Allow Strategy to Emerge

As I wrote about in a previous blog post, strategy works best when it is planned but is flexible enough to be allowed to emerge as well. Remember that you are always developing, and you can learn from this if you have spent the time to develop deep insights into the competitive advantage of your firm. Recognize that, no matter how enlightened you are, you may not fully understand your firm’s competencies and capabilities until they emerge. Be open to dipping your toe in the water to try new things when it makes strategic sense to do so and learn from these experiments.

How do you know when to experiment and when to pursue an opportunity that presents itself outside of your strategic plan?
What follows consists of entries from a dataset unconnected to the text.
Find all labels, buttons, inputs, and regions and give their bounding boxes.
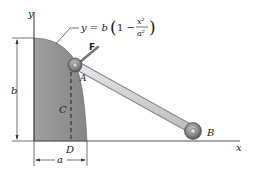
point-b-label: B [206,127,214,138]
dim-a-label: a [57,154,63,165]
arrow-left-icon [35,159,40,162]
arrow-up-icon [16,39,19,44]
point-a-label: A [79,73,87,83]
point-d-label: D [65,144,74,155]
equation-leader [56,28,79,44]
svg-text:(: ( [110,17,117,37]
svg-text:a²: a² [137,29,145,38]
curve-equation: y = b ( 1 − x² a² ) [80,17,156,38]
parabolic-cam-diagram: y x b a F A B C D y = b ( 1 − x² a² ) [0,0,253,171]
parabolic-region [34,38,87,141]
point-c-label: C [59,104,67,115]
x-axis-label: x [236,142,242,153]
svg-text:x²: x² [137,17,145,26]
arrow-down-icon [16,135,19,140]
force-label: F [89,42,95,52]
svg-text:y = b: y = b [80,22,108,33]
svg-text:1 −: 1 − [117,22,135,33]
dim-b-label: b [11,85,17,96]
svg-text:): ) [149,17,156,37]
y-axis-label: y [27,8,34,19]
arrow-right-icon [81,159,86,162]
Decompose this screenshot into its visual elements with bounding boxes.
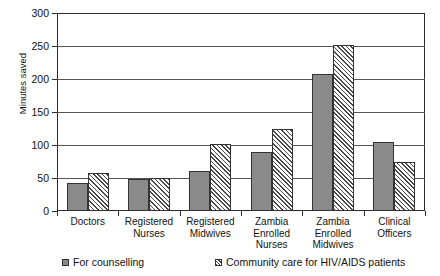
bar-group (364, 13, 425, 211)
y-tick-label: 150 (3, 107, 49, 117)
bar (189, 171, 210, 211)
bar-chart: Minutes saved 050100150200250300 Doctors… (0, 0, 440, 276)
x-axis-label: ClinicalOfficers (364, 216, 425, 239)
y-tick-label: 250 (3, 41, 49, 51)
bar (312, 74, 333, 211)
x-axis-label: ZambiaEnrolledMidwives (302, 216, 363, 251)
bar (394, 162, 415, 211)
x-axis-label: Doctors (57, 216, 118, 228)
y-tick-label: 100 (3, 140, 49, 150)
bar-group (302, 13, 363, 211)
y-tick-label: 0 (3, 206, 49, 216)
legend-label: For counselling (73, 256, 144, 268)
bar (210, 144, 231, 211)
bar (272, 129, 293, 211)
legend-swatch-hatch (215, 259, 222, 266)
legend-swatch-solid (62, 259, 69, 266)
legend-item: Community care for HIV/AIDS patients (215, 256, 405, 268)
x-tick-mark (425, 211, 426, 216)
x-tick-mark (57, 211, 58, 216)
x-axis-label: RegisteredMidwives (180, 216, 241, 239)
bar-group (118, 13, 179, 211)
bar (88, 173, 109, 211)
y-tick-label: 200 (3, 74, 49, 84)
bar (149, 178, 170, 211)
bar-group (180, 13, 241, 211)
bar (251, 152, 272, 211)
y-tick-label: 300 (3, 8, 49, 18)
bar (333, 45, 354, 211)
bar-group (57, 13, 118, 211)
bar (128, 179, 149, 211)
bar-group (241, 13, 302, 211)
bars-layer (57, 13, 425, 211)
x-axis-label: RegisteredNurses (118, 216, 179, 239)
bar (373, 142, 394, 211)
x-axis-label: ZambiaEnrolledNurses (241, 216, 302, 251)
y-tick-label: 50 (3, 173, 49, 183)
bar (67, 183, 88, 211)
legend-label: Community care for HIV/AIDS patients (226, 256, 405, 268)
legend-item: For counselling (62, 256, 144, 268)
chart-legend: For counsellingCommunity care for HIV/AI… (0, 256, 440, 272)
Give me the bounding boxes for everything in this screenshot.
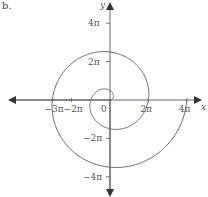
y-tick-label: −4π bbox=[83, 172, 102, 182]
polar-spiral-chart: −3π−2π02π4π4π2π−2π−4π x y bbox=[0, 0, 208, 197]
y-axis-label: y bbox=[99, 0, 106, 10]
x-axis-label: x bbox=[201, 102, 206, 112]
x-tick-label: 0 bbox=[101, 104, 107, 114]
x-tick-label: −3π bbox=[44, 104, 63, 114]
y-tick-label: 4π bbox=[88, 18, 100, 28]
x-tick-label: −2π bbox=[64, 104, 83, 114]
y-tick-label: 2π bbox=[88, 57, 100, 67]
y-tick-label: −2π bbox=[83, 133, 102, 143]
To steal a phrase from Jim Collins, empower your firm to exercise “freedom within a framework”. Your framework should be set by your vision and goals, your sandbox (the scope of your business), and your competitive advantage. This framework will provide strategic guide rails for your firm’s managers, equipped with deep insights, to experiment within. The quarterly meetings mentioned above are a great time to discuss these experiments to further grow the knowledge and insights of your team.

Strategy development and execution is not a once a year event. It is a full-time job that needs to be nurtured to be kept alive. The practices above can provide that nourishment. If you would like to discuss how this may apply to your business specifically, I would love to hear from you. You can get in touch with me here.